He had bent very close to her, and she felt his breath against her hair as his passionate whisper fell upon her ear. Her heart thrilled to it, but she got up stiffly to her feet, bending her body away from him and covering her eyes, for a moment, with her hand.
Noel, who had risen too, stepped backward instantly. He saw her lips compressed convulsively as if in pain, and, for her sake, he thrust down into his heart its great longing, and forced himself to think of her alone. It cut him like a knife to see that she drew away from him.
“Don’t shrink from me, Christine,” he said. “If it distresses you for me to speak I can be silent. I was obliged to tell you, but there it can stop. I have laid the offering of my love and life before you and there it is for you to take or leave. Perhaps I have startled you.
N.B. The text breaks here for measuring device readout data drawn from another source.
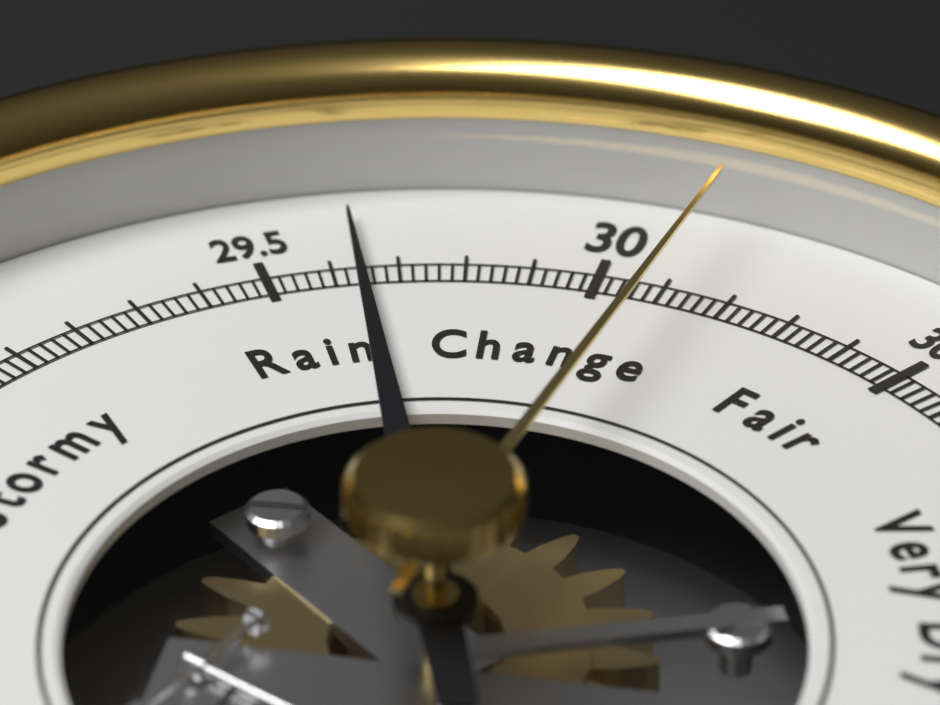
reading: 29.64 inHg
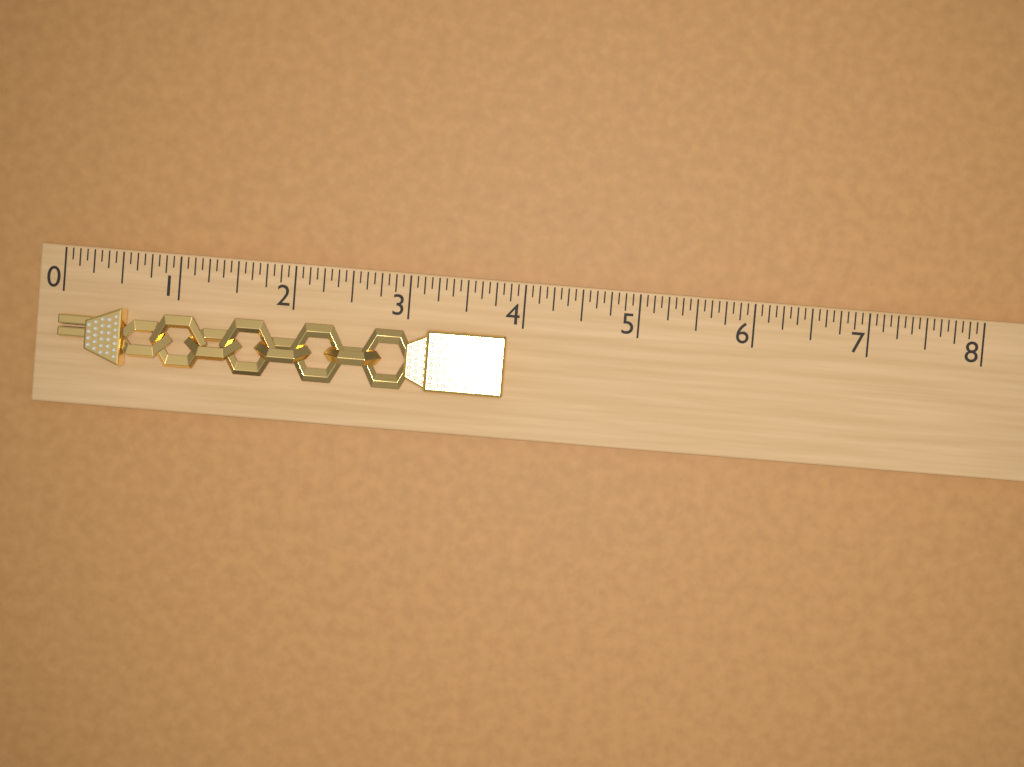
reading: 3.8750 (no unit)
If you will only think about it and try to get used to the idea—”
But Christine had found her voice.
“I cannot think of it!” she cried. “I utterly refuse to think of it. Oh, I am more miserable than ever I have been yet! If I am to make you unhappy—if I am to spoil your life—”
“You have beautified and glorified and crowned it with love, Christine. I should have gone to my grave without it, if you had not given it to me. It is a godlike thing to feel what I feel for you. Come what may I shall never be sorry for it. You have nothing to reproach yourself with.”
Christine was very pale. She felt herself trembling as she sank into a chair and clasped her hands about her knee. Noel too sat down, but farther away from her than he had been before.
“I entreat you not to be distressed—” he began, but she interrupted him.
“Oh, I feel—I cannot tell you what I feel,” she said. “Was ever a woman at once so honored and so shamed? How could I give to any man a ruined life like mine, and yet God knows how it is sweet to me to know you have this feeling for me—to know that I may still arouse in such a heart as yours this highest, holiest, purest, best of all the heart can give. Oh, I pray God to let you feel and know the joy it is to me—and yet I’d rather cut off my right hand than listen even to the thought of marrying you.”